New York City’s The Quad Cinema is running the Himalaya Film Festival from Friday, October 22-28. The festival is a celebration of films featuring the Himalayan region and its people, culture, nature and politics: a virtual opportunity to experience what inspires the people living on top of the world.
The Himalaya Film Festival offers a fascinating selection of 31 films, featuring breathtaking images of Bhutan, India, Nepal, and Tibet. The films highlight dramatic landscapes, heart-warming scenes of everyday life, cultural gems and colorful festivals.
Thangka painter Tashi Norbu opens the festival at 12.30 pm October 22 by creating an actual Tibetan painting of a Buddha, while reciting Tara mantras during the ritual of the bodhisattava of compassion of which The Dalai Lama is regarded to be the reincarnation. During the festival Tashi Norbu will exhibit his Tibetan Contemporary Art paintings at the “Himalayan Spirit Expo”.

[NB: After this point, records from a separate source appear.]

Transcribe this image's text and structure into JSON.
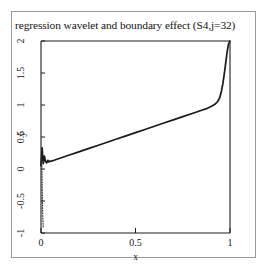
{
  "chart_data": {
    "type": "line",
    "title": "regression wavelet and boundary effect (S4,j=32)",
    "xlabel": "x",
    "ylabel": "ŷ",
    "xlim": [
      0,
      1
    ],
    "ylim": [
      -1,
      2
    ],
    "xticks": [
      "0",
      "0.5",
      "1"
    ],
    "xtick_values": [
      0,
      0.5,
      1
    ],
    "yticks": [
      "-1",
      "-0.5",
      "0",
      "0.5",
      "1",
      "1.5",
      "2"
    ],
    "ytick_values": [
      -1,
      -0.5,
      0,
      0.5,
      1,
      1.5,
      2
    ],
    "grid": false,
    "legend": "none",
    "series": [
      {
        "name": "wavelet regression estimate",
        "style": "solid",
        "color": "#1a1a1a",
        "x": [
          0.0,
          0.006,
          0.012,
          0.018,
          0.024,
          0.03,
          0.036,
          0.042,
          0.048,
          0.055,
          0.062,
          0.07,
          0.08,
          0.1,
          0.15,
          0.2,
          0.25,
          0.3,
          0.35,
          0.4,
          0.45,
          0.5,
          0.55,
          0.6,
          0.65,
          0.7,
          0.75,
          0.8,
          0.85,
          0.88,
          0.905,
          0.92,
          0.935,
          0.945,
          0.955,
          0.962,
          0.968,
          0.974,
          0.98,
          0.986,
          0.992,
          1.0
        ],
        "y": [
          0.055,
          0.33,
          0.085,
          0.2,
          0.12,
          0.095,
          0.135,
          0.11,
          0.125,
          0.122,
          0.13,
          0.137,
          0.148,
          0.168,
          0.218,
          0.268,
          0.318,
          0.368,
          0.418,
          0.468,
          0.518,
          0.568,
          0.618,
          0.668,
          0.718,
          0.768,
          0.818,
          0.868,
          0.918,
          0.948,
          0.985,
          1.01,
          1.055,
          1.11,
          1.22,
          1.33,
          1.45,
          1.58,
          1.72,
          1.85,
          1.95,
          2.0
        ]
      },
      {
        "name": "left boundary effect",
        "style": "dotted",
        "color": "#2a2a2a",
        "x": [
          0.004,
          0.004,
          0.005,
          0.006,
          0.007,
          0.008,
          0.009,
          0.01,
          0.011,
          0.012
        ],
        "y": [
          0.33,
          0.15,
          -0.05,
          -0.25,
          -0.42,
          -0.56,
          -0.68,
          -0.78,
          -0.86,
          -0.92
        ]
      }
    ],
    "annotations": []
  }
}
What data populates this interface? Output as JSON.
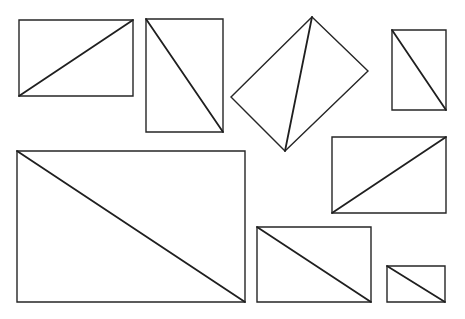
{
  "diagram": {
    "colors": {
      "background": "#ffffff",
      "stroke": "#262626"
    },
    "shapes": [
      {
        "id": "rect-1",
        "kind": "rectangle",
        "points": "19,20 133,20 133,96 19,96",
        "diagonal": [
          19,
          96,
          133,
          20
        ]
      },
      {
        "id": "rect-2",
        "kind": "rectangle",
        "points": "146,19 223,19 223,132 146,132",
        "diagonal": [
          146,
          19,
          223,
          132
        ]
      },
      {
        "id": "rect-3-rotated",
        "kind": "rotated-rectangle",
        "points": "312,17 368,71 285,151 231,97",
        "diagonal": [
          312,
          17,
          285,
          151
        ]
      },
      {
        "id": "rect-4",
        "kind": "rectangle",
        "points": "392,30 446,30 446,110 392,110",
        "diagonal": [
          392,
          30,
          446,
          110
        ]
      },
      {
        "id": "rect-5",
        "kind": "rectangle",
        "points": "17,151 245,151 245,302 17,302",
        "diagonal": [
          17,
          151,
          245,
          302
        ]
      },
      {
        "id": "rect-6",
        "kind": "rectangle",
        "points": "332,137 446,137 446,213 332,213",
        "diagonal": [
          332,
          213,
          446,
          137
        ]
      },
      {
        "id": "rect-7",
        "kind": "rectangle",
        "points": "257,227 371,227 371,302 257,302",
        "diagonal": [
          257,
          227,
          371,
          302
        ]
      },
      {
        "id": "rect-8",
        "kind": "rectangle",
        "points": "387,266 445,266 445,302 387,302",
        "diagonal": [
          387,
          266,
          445,
          302
        ]
      }
    ]
  }
}
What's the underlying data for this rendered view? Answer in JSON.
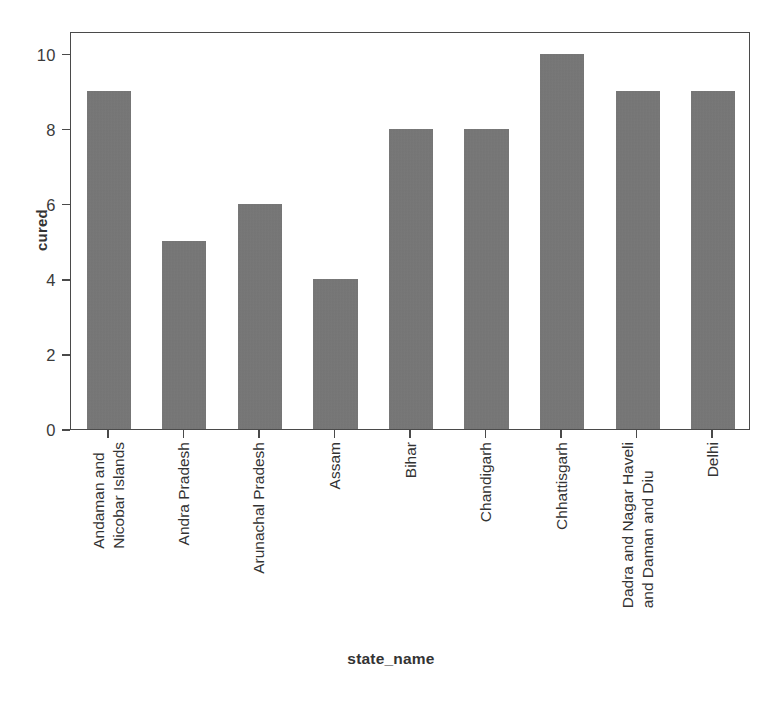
{
  "chart_data": {
    "type": "bar",
    "title": "",
    "xlabel": "state_name",
    "ylabel": "cured",
    "categories": [
      "Andaman and Nicobar Islands",
      "Andra Pradesh",
      "Arunachal Pradesh",
      "Assam",
      "Bihar",
      "Chandigarh",
      "Chhattisgarh",
      "Dadra and Nagar Haveli and Daman and Diu",
      "Delhi"
    ],
    "category_lines": [
      [
        "Andaman and",
        "Nicobar Islands"
      ],
      [
        "Andra Pradesh"
      ],
      [
        "Arunachal Pradesh"
      ],
      [
        "Assam"
      ],
      [
        "Bihar"
      ],
      [
        "Chandigarh"
      ],
      [
        "Chhattisgarh"
      ],
      [
        "Dadra and Nagar Haveli",
        "and Daman and Diu"
      ],
      [
        "Delhi"
      ]
    ],
    "values": [
      9,
      5,
      6,
      4,
      8,
      8,
      10,
      9,
      9
    ],
    "ylim": [
      0,
      10.6
    ],
    "yticks": [
      0,
      2,
      4,
      6,
      8,
      10
    ],
    "ytick_labels": [
      "0",
      "2",
      "4",
      "6",
      "8",
      "10"
    ],
    "grid": false,
    "legend": false,
    "bar_color": "#777777",
    "axis_color": "#4a4a4a",
    "background": "#ffffff"
  }
}
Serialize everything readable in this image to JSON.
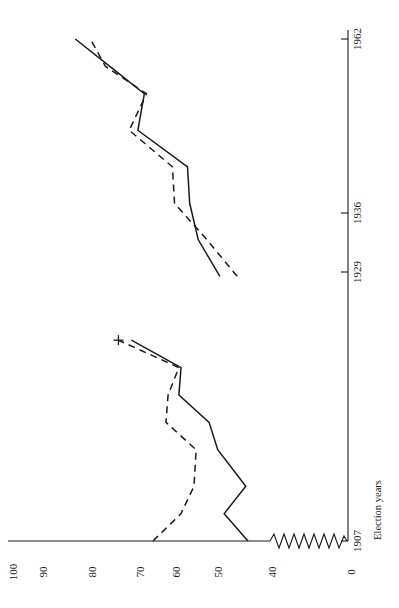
{
  "chart_data": {
    "type": "line",
    "title": "",
    "xlabel": "Election years",
    "ylabel": "",
    "orientation": "rotated-90-ccw",
    "grid": false,
    "legend": "none",
    "x": [
      1907,
      1910,
      1913,
      1917,
      1920,
      1923,
      1926,
      1929,
      1936,
      1940,
      1944,
      1948,
      1952,
      1956,
      1959,
      1962
    ],
    "xticks": [
      "1907",
      "1929",
      "1936",
      "1962"
    ],
    "xtick_values": [
      1907,
      1929,
      1936,
      1962
    ],
    "yticks": [
      "0",
      "40",
      "50",
      "60",
      "70",
      "80",
      "90",
      "100"
    ],
    "ytick_values": [
      0,
      40,
      50,
      60,
      70,
      80,
      90,
      100
    ],
    "ylim": [
      0,
      100
    ],
    "y_axis_break": {
      "present": true,
      "between": [
        0,
        40
      ],
      "style": "zigzag"
    },
    "series": [
      {
        "name": "solid-series",
        "style": "solid",
        "points": [
          {
            "year": 1907,
            "value": 46.5
          },
          {
            "year": 1910,
            "value": 52.0
          },
          {
            "year": 1913,
            "value": 47.0
          },
          {
            "year": 1917,
            "value": 53.5
          },
          {
            "year": 1920,
            "value": 55.5
          },
          {
            "year": 1923,
            "value": 62.5
          },
          {
            "year": 1926,
            "value": 62.0
          },
          {
            "year": 1929,
            "value": 73.5
          },
          {
            "year": 1936,
            "value": 53.0
          },
          {
            "year": 1940,
            "value": 58.0
          },
          {
            "year": 1944,
            "value": 60.0
          },
          {
            "year": 1948,
            "value": 60.5
          },
          {
            "year": 1952,
            "value": 72.0
          },
          {
            "year": 1956,
            "value": 70.5
          },
          {
            "year": 1959,
            "value": 78.5
          },
          {
            "year": 1962,
            "value": 86.5
          }
        ]
      },
      {
        "name": "dashed-series",
        "style": "dashed",
        "points": [
          {
            "year": 1907,
            "value": 68.5
          },
          {
            "year": 1910,
            "value": 62.0
          },
          {
            "year": 1913,
            "value": 59.0
          },
          {
            "year": 1917,
            "value": 58.5
          },
          {
            "year": 1920,
            "value": 65.5
          },
          {
            "year": 1923,
            "value": 65.0
          },
          {
            "year": 1926,
            "value": 62.5
          },
          {
            "year": 1929,
            "value": 76.5
          },
          {
            "year": 1936,
            "value": 49.0
          },
          {
            "year": 1940,
            "value": 56.0
          },
          {
            "year": 1944,
            "value": 63.5
          },
          {
            "year": 1948,
            "value": 64.0
          },
          {
            "year": 1952,
            "value": 74.0
          },
          {
            "year": 1956,
            "value": 70.0
          },
          {
            "year": 1959,
            "value": 79.5
          },
          {
            "year": 1962,
            "value": 83.0
          }
        ]
      }
    ],
    "annotations": [
      {
        "name": "cross-marker",
        "year": 1929,
        "value": 76.5,
        "symbol": "+"
      }
    ]
  },
  "axes": {
    "x_axis_title": "Election years",
    "x_tick_labels": [
      "1907",
      "1929",
      "1936",
      "1962"
    ],
    "y_tick_labels": [
      "100",
      "90",
      "80",
      "70",
      "60",
      "50",
      "40",
      "0"
    ]
  },
  "colors": {
    "ink": "#1a1a1a",
    "background": "#ffffff"
  }
}
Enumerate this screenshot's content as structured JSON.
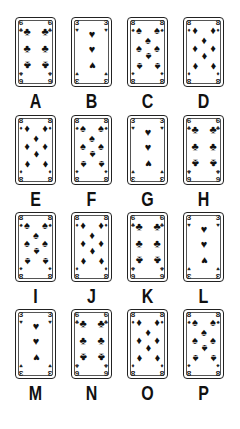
{
  "cards": [
    {
      "label": "A",
      "rank": "6",
      "suit": "clubs"
    },
    {
      "label": "B",
      "rank": "3",
      "suit": "hearts"
    },
    {
      "label": "C",
      "rank": "8",
      "suit": "spades"
    },
    {
      "label": "D",
      "rank": "8",
      "suit": "diamonds"
    },
    {
      "label": "E",
      "rank": "8",
      "suit": "diamonds"
    },
    {
      "label": "F",
      "rank": "8",
      "suit": "spades"
    },
    {
      "label": "G",
      "rank": "3",
      "suit": "hearts"
    },
    {
      "label": "H",
      "rank": "6",
      "suit": "clubs"
    },
    {
      "label": "I",
      "rank": "8",
      "suit": "spades"
    },
    {
      "label": "J",
      "rank": "8",
      "suit": "diamonds"
    },
    {
      "label": "K",
      "rank": "6",
      "suit": "clubs"
    },
    {
      "label": "L",
      "rank": "3",
      "suit": "hearts"
    },
    {
      "label": "M",
      "rank": "3",
      "suit": "hearts"
    },
    {
      "label": "N",
      "rank": "6",
      "suit": "clubs"
    },
    {
      "label": "O",
      "rank": "8",
      "suit": "diamonds"
    },
    {
      "label": "P",
      "rank": "8",
      "suit": "spades"
    }
  ],
  "suit_glyphs": {
    "clubs": "♣",
    "hearts": "♥",
    "spades": "♠",
    "diamonds": "♦"
  }
}
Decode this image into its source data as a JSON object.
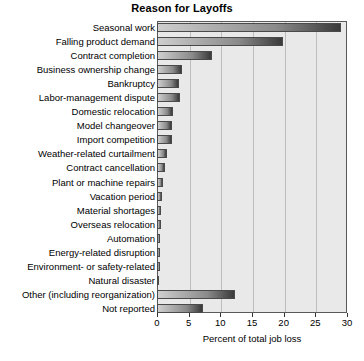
{
  "chart_data": {
    "type": "bar",
    "orientation": "horizontal",
    "title": "Reason for Layoffs",
    "xlabel": "Percent of total job loss",
    "ylabel": "",
    "xlim": [
      0,
      30
    ],
    "xticks": [
      0,
      5,
      10,
      15,
      20,
      25,
      30
    ],
    "xtick_labels": [
      "0",
      "5",
      "10",
      "15",
      "20",
      "25",
      "30"
    ],
    "grid": true,
    "legend": null,
    "categories": [
      "Seasonal work",
      "Falling product demand",
      "Contract completion",
      "Business ownership change",
      "Bankruptcy",
      "Labor-management dispute",
      "Domestic relocation",
      "Model changeover",
      "Import competition",
      "Weather-related curtailment",
      "Contract cancellation",
      "Plant or machine repairs",
      "Vacation period",
      "Material shortages",
      "Overseas relocation",
      "Automation",
      "Energy-related disruption",
      "Environment- or safety-related",
      "Natural disaster",
      "Other (including reorganization)",
      "Not reported"
    ],
    "values": [
      29.1,
      19.9,
      8.7,
      3.9,
      3.4,
      3.6,
      2.6,
      2.4,
      2.4,
      1.6,
      1.2,
      0.9,
      0.8,
      0.7,
      0.6,
      0.5,
      0.4,
      0.4,
      0.3,
      12.3,
      7.3
    ]
  },
  "style": {
    "plot_background": "#e9e9e9",
    "bar_color_light": "#cfcfcf",
    "bar_color_dark": "#3a3a3a",
    "gridline_color": "#bdbdbd",
    "axis_color": "#5a5a5a",
    "text_color": "#000000"
  }
}
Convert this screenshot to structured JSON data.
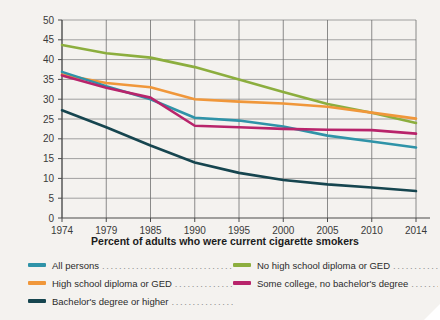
{
  "chart_data": {
    "type": "line",
    "title": "Percent of adults who were current cigarette smokers",
    "xlabel": "",
    "ylabel": "",
    "x": [
      1974,
      1979,
      1985,
      1990,
      1995,
      2000,
      2005,
      2010,
      2014
    ],
    "xtick_labels": [
      "1974",
      "1979",
      "1985",
      "1990",
      "1995",
      "2000",
      "2005",
      "2010",
      "2014"
    ],
    "ytick_labels": [
      "0",
      "5",
      "10",
      "15",
      "20",
      "25",
      "30",
      "35",
      "40",
      "45",
      "50"
    ],
    "ylim": [
      0,
      50
    ],
    "ystep": 5,
    "grid": true,
    "legend_position": "below",
    "series": [
      {
        "name": "All persons",
        "color": "#2f93a8",
        "values": [
          36.9,
          33.3,
          30.0,
          25.3,
          24.6,
          23.1,
          20.8,
          19.3,
          17.8
        ]
      },
      {
        "name": "High school diploma or GED",
        "color": "#f0973a",
        "values": [
          36.2,
          34.1,
          33.0,
          30.0,
          29.4,
          28.9,
          28.1,
          26.6,
          25.1
        ]
      },
      {
        "name": "Bachelor's degree or higher",
        "color": "#16454f",
        "values": [
          27.2,
          22.9,
          18.3,
          14.0,
          11.4,
          9.6,
          8.5,
          7.7,
          6.8
        ]
      },
      {
        "name": "No high school diploma or GED",
        "color": "#8cae3e",
        "values": [
          43.7,
          41.6,
          40.5,
          38.1,
          35.0,
          31.8,
          28.8,
          26.6,
          24.0
        ]
      },
      {
        "name": "Some college, no bachelor's degree",
        "color": "#b8246b",
        "values": [
          36.0,
          32.9,
          30.4,
          23.3,
          22.9,
          22.5,
          22.3,
          22.2,
          21.3
        ]
      }
    ]
  },
  "legend": {
    "left_items": [
      {
        "label": "All persons",
        "color": "#2f93a8",
        "leader": "................................"
      },
      {
        "label": "High school diploma or GED",
        "color": "#f0973a",
        "leader": "................."
      },
      {
        "label": "Bachelor's degree or higher",
        "color": "#16454f",
        "leader": "................"
      }
    ],
    "right_items": [
      {
        "label": "No high school diploma or GED",
        "color": "#8cae3e",
        "leader": "............."
      },
      {
        "label": "Some college, no bachelor's degree",
        "color": "#b8246b",
        "leader": "........"
      }
    ]
  },
  "colors": {
    "background": "#f4f2ef",
    "grid": "#8a8a8a",
    "axis": "#4a4a4a",
    "text": "#2b2b2b"
  }
}
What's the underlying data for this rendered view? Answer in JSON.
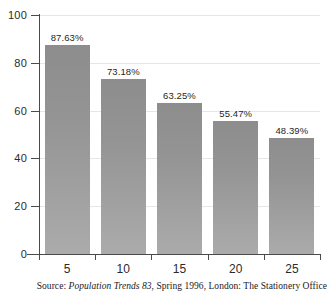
{
  "chart_data": {
    "type": "bar",
    "title": "",
    "subtitle": "",
    "xlabel": "",
    "ylabel": "",
    "categories": [
      "5",
      "10",
      "15",
      "20",
      "25"
    ],
    "values": [
      87.63,
      73.18,
      63.25,
      55.47,
      48.39
    ],
    "data_labels": [
      "87.63%",
      "73.18%",
      "63.25%",
      "55.47%",
      "48.39%"
    ],
    "ylim": [
      0,
      100
    ],
    "yticks": [
      0,
      20,
      40,
      60,
      80,
      100
    ],
    "ytick_labels": [
      "0",
      "20",
      "40",
      "60",
      "80",
      "100"
    ],
    "xtick_labels": [
      "5",
      "10",
      "15",
      "20",
      "25"
    ],
    "grid": true,
    "grid_axis": "y",
    "legend": null,
    "legend_position": "none",
    "bar_color_top": "#8d8d8d",
    "bar_color_bottom": "#ababab",
    "grid_color": "#e6e6e6",
    "axis_color": "#4a4a4a",
    "text_color": "#2b2b2b",
    "background": "#ffffff"
  },
  "source_note": {
    "prefix": "Source:",
    "title_italic": "Population Trends 83",
    "suffix": ", Spring 1996, London: The Stationery Office"
  }
}
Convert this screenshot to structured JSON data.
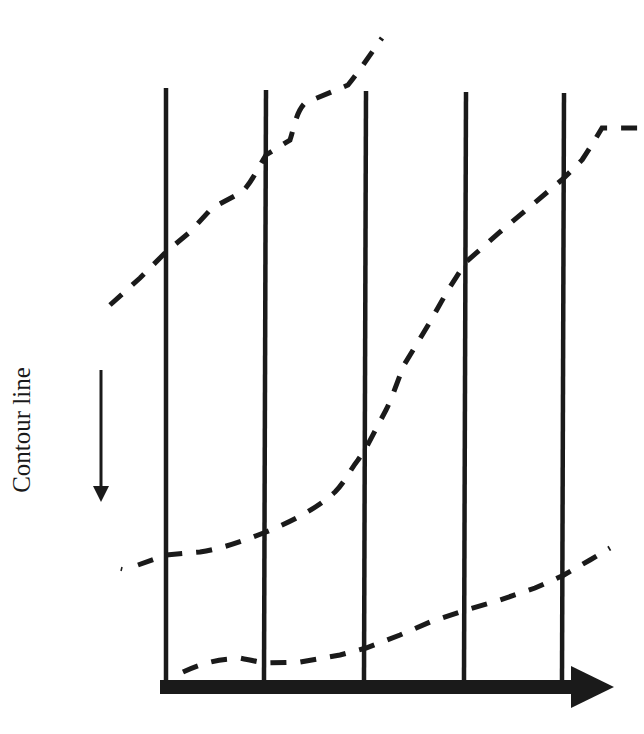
{
  "diagram": {
    "label": "Contour line",
    "colors": {
      "ink": "#1a1a1a",
      "background": "#ffffff"
    },
    "vertical_lines": {
      "count": 5,
      "x_positions": [
        166,
        266,
        366,
        466,
        564
      ],
      "top": 88,
      "bottom": 680
    },
    "direction_arrow": {
      "orientation": "down",
      "x": 101,
      "y_start": 370,
      "y_end": 500
    },
    "horizontal_axis_arrow": {
      "orientation": "right",
      "y": 687,
      "x_start": 160,
      "x_end": 614
    },
    "contour_lines": [
      {
        "name": "upper-contour",
        "style": "dashed"
      },
      {
        "name": "middle-contour",
        "style": "dashed"
      },
      {
        "name": "lower-contour",
        "style": "dashed"
      }
    ]
  }
}
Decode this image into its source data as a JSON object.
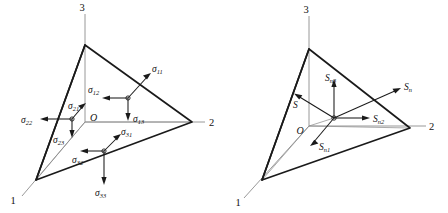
{
  "figure": {
    "background_color": "#ffffff",
    "ink_color": "#1a1a1a",
    "hidden_edge_color": "#8d8d8d"
  },
  "left_diagram": {
    "name": "stress-component-tetrahedron",
    "vertices": {
      "axis1_label": "1",
      "axis2_label": "2",
      "axis3_label": "3",
      "origin_label": "O"
    },
    "stress_groups": [
      {
        "face": "face-normal-1",
        "components": [
          {
            "symbol": "σ",
            "sub": "11",
            "direction": "up-right"
          },
          {
            "symbol": "σ",
            "sub": "12",
            "direction": "left"
          },
          {
            "symbol": "σ",
            "sub": "13",
            "direction": "down"
          }
        ]
      },
      {
        "face": "face-normal-2",
        "components": [
          {
            "symbol": "σ",
            "sub": "22",
            "direction": "left"
          },
          {
            "symbol": "σ",
            "sub": "21",
            "direction": "up-right"
          },
          {
            "symbol": "σ",
            "sub": "23",
            "direction": "down"
          }
        ]
      },
      {
        "face": "face-normal-3",
        "components": [
          {
            "symbol": "σ",
            "sub": "31",
            "direction": "up-right"
          },
          {
            "symbol": "σ",
            "sub": "32",
            "direction": "left"
          },
          {
            "symbol": "σ",
            "sub": "33",
            "direction": "down"
          }
        ]
      }
    ]
  },
  "right_diagram": {
    "name": "traction-vector-tetrahedron",
    "vertices": {
      "axis1_label": "1",
      "axis2_label": "2",
      "axis3_label": "3",
      "origin_label": "O"
    },
    "vectors": [
      {
        "symbol": "S",
        "sub": "n",
        "direction": "up-right",
        "role": "resultant-traction"
      },
      {
        "symbol": "S",
        "sub": "n3",
        "direction": "up",
        "role": "component-3"
      },
      {
        "symbol": "S",
        "sub": "n2",
        "direction": "right",
        "role": "component-2"
      },
      {
        "symbol": "S",
        "sub": "n1",
        "direction": "down-left",
        "role": "component-1"
      },
      {
        "symbol": "S",
        "sub": "",
        "direction": "up-left",
        "role": "shear-traction"
      }
    ]
  }
}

The festival covers a broad range of subjects. In “Thin Ice” emancipated Ladakhi Buddhist and Muslim women are faced with male opposition, while in “Riding Solo to the Top of the World” a lonesome traveller drives his motorcycle from Mumbai to the most remote place on earth; the Changthang Plateau, bordering with China.
Tibetan issues are well represented during the event, including A Year in Tibet, an uncensored documentary series about Gyantse, Tibet’s third largest town. Many more intimate portraits can be viewed, including ethnographic gems like On the road with the red god: Machhendranath, a must-see award-winning film in which impassioned devotees pull a 65-feet tall unwieldy chariot in the Kathmandu Valley. In the two Emmy Award-winning Bhutan – Taking the Middle Path to Happiness we take a glimpse into Bhutan’s concept of ‘Gross National Happiness’.
The Himalaya Film Festival was founded in 2003 by Himalaya Archief Nederland, an Amsterdam based yearly cultural event which has branches in Tokyo and Tallini (Estonia).
For more info on this event, visit himalayafilmfestival.us.